"Teachers must make the grade in charter schools"
June 06, 2012
Having spent a number of years as a student and a bunch more years as a teacher, I think evaluating teachers from a distance is difficult. Even leaving aside that any and all objective measurements will eventually be gamed, students vary an awful lot and there are many, different ways to be effective (and ineffective).
But if we think good teaching is important, how then should we evaluate teachers? Fred Hiatt in the Washington Post proposes that we do it the same way we do it for lots of other hard-to-evaluate goods and services: let consumers choose:
Should performance be averaged over two or three years? How do you measure the impact of teachers in subjects that aren’t tested, such as art or music?

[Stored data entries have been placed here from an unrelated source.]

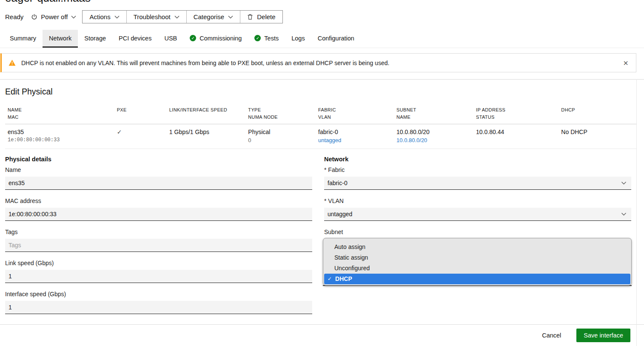 Image resolution: width=644 pixels, height=346 pixels. Describe the element at coordinates (209, 113) in the screenshot. I see `col-link-speed: LINK/INTERFACE SPEED` at that location.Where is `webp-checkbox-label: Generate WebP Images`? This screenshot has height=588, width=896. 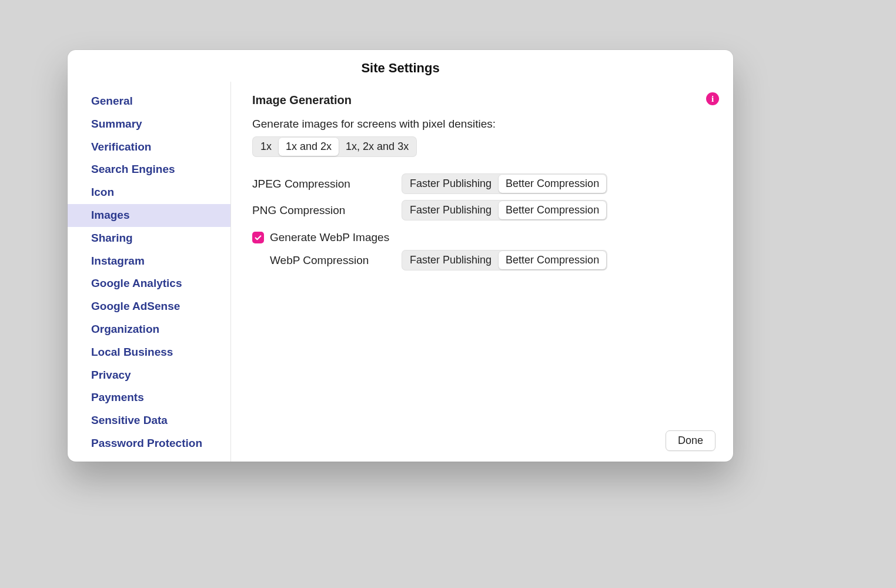 webp-checkbox-label: Generate WebP Images is located at coordinates (329, 238).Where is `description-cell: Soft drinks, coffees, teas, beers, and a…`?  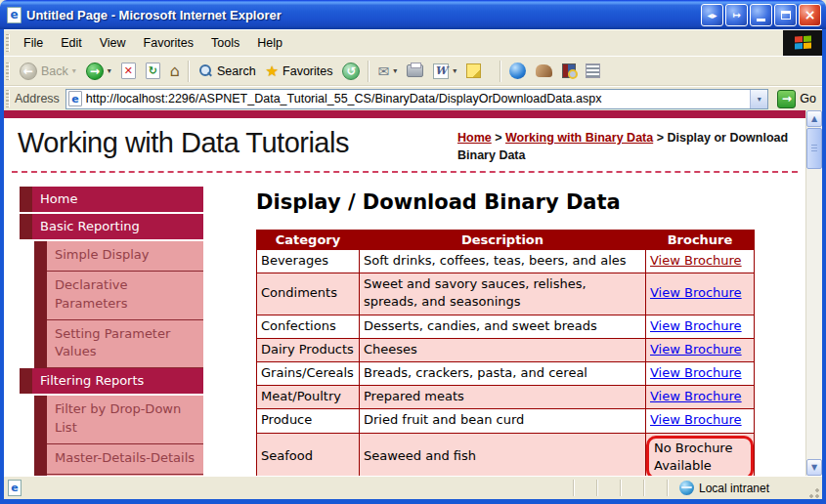
description-cell: Soft drinks, coffees, teas, beers, and a… is located at coordinates (502, 262).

Is it fair to compare a teacher ably supported by a guidance counselor, principal and reading specialist to those teachers left to fend for themselves? . . .
But there’s a way to sidestep those problems, too, or at least take them out of the hands of unwieldy bureaucracies: Just leave it to the school.
Under this model, parents would be given comparable information about a host of available schools. They could send their children to schools that are succeeding and avoid those that are failing. School leaders would be free to hire, evaluate and reward staff as they thought best, with no bureaucratic interference. But if they failed to develop and retain talented teachers, they also would fail to attract enough students, and their schools would go out of business.
This model exists. It’s called charter schools.
Of course, that requires the consent of the political system which, unfortunately, often resists: "Kids' charter crush hits record high".
[New York] City parents desperate to give their children the best education available are storming the doors of charter schools — but nearly 53,000 heartbroken kids will be left out in the cold.